Some of this is due to inequalities in educational opportunities. While Black academic achievement has been on the rise in the 41 years since King’s assassination, Blacks are still less likely than their White peers to complete high school and college. Dyson attributes this to “a pernicious trend toward subtle resegregation of schools across the nation as more and more public and primary schools in urban areas are drained of upwardly mobile whites and affluent blacks who seek private educational opportunities.” This may be neither as intentional nor as damaging as Jim Crow, but it still points to a persistent social evil.

King’s vision of the Beloved Community challenges this with its understanding of the interconnected and interdependent nature of the world. Pockets of humanity cannot cordon themselves off from the rest of the human community, hiding behind the provisional security their wealth affords them. Nor can they quarantine whichever parts of the human community whose claims to fundamental rights and even whose very existence they would want to deny. They cannot so easily disentangle their fate from the fate of those they push to the margins of society. The world simply isn’t structured that way.

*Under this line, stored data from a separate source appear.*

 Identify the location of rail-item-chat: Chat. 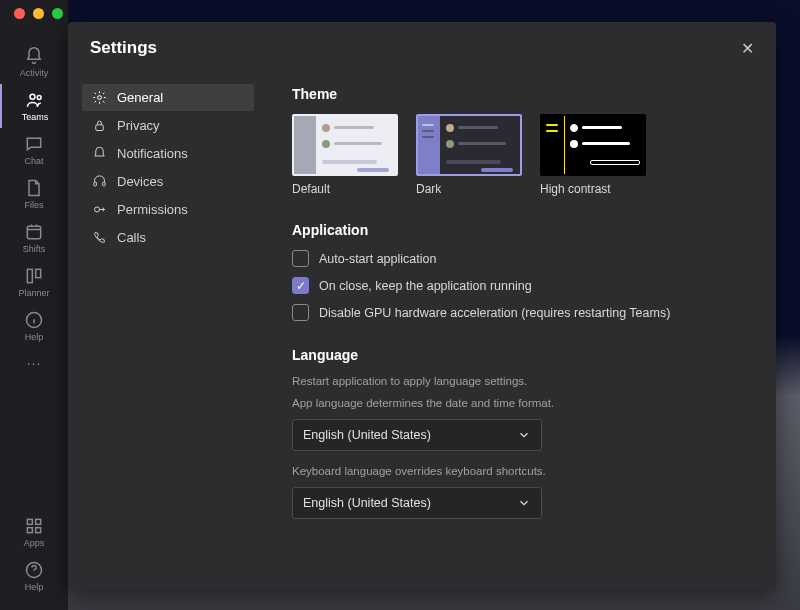
(34, 150).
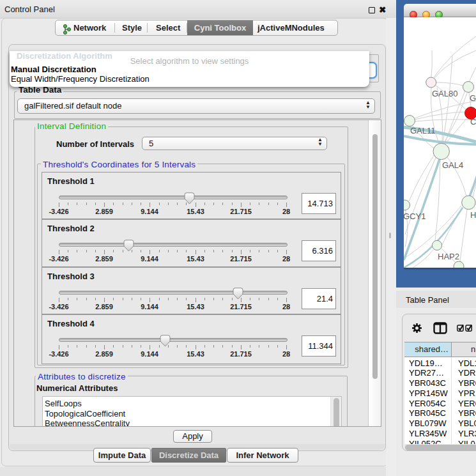  Describe the element at coordinates (473, 98) in the screenshot. I see `svg-text: G` at that location.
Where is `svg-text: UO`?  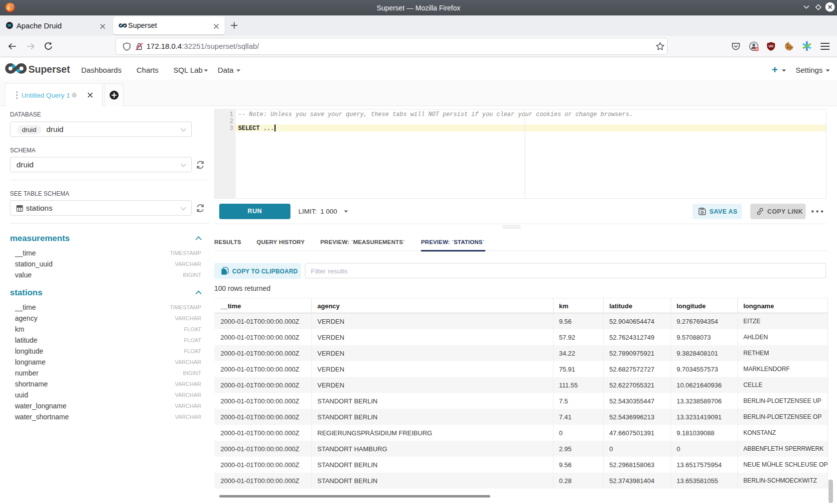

As an ideal, the Beloved Community – though it may never come to fulfillment in history – points to a concrete truth: everything is connected. Race is connected to poverty. Poverty is connected to violence. And oppressed communities respond to their oppression too often with violence, a violence made inevitable by the original violence of oppression. King saw the race riots of his day through this lens, and it applies no less today. Persistent inequality, persistent division, gives rise to a violence that revisits those who try to disconnect themselves from the rest of the human community. King’s Beloved Community as a social vision is the antidote to this. And, even if it never comes to fulfillment in history, it is still a more pragmatic social vision than one that would pit human communities against each other, competing for social interests divided against each other.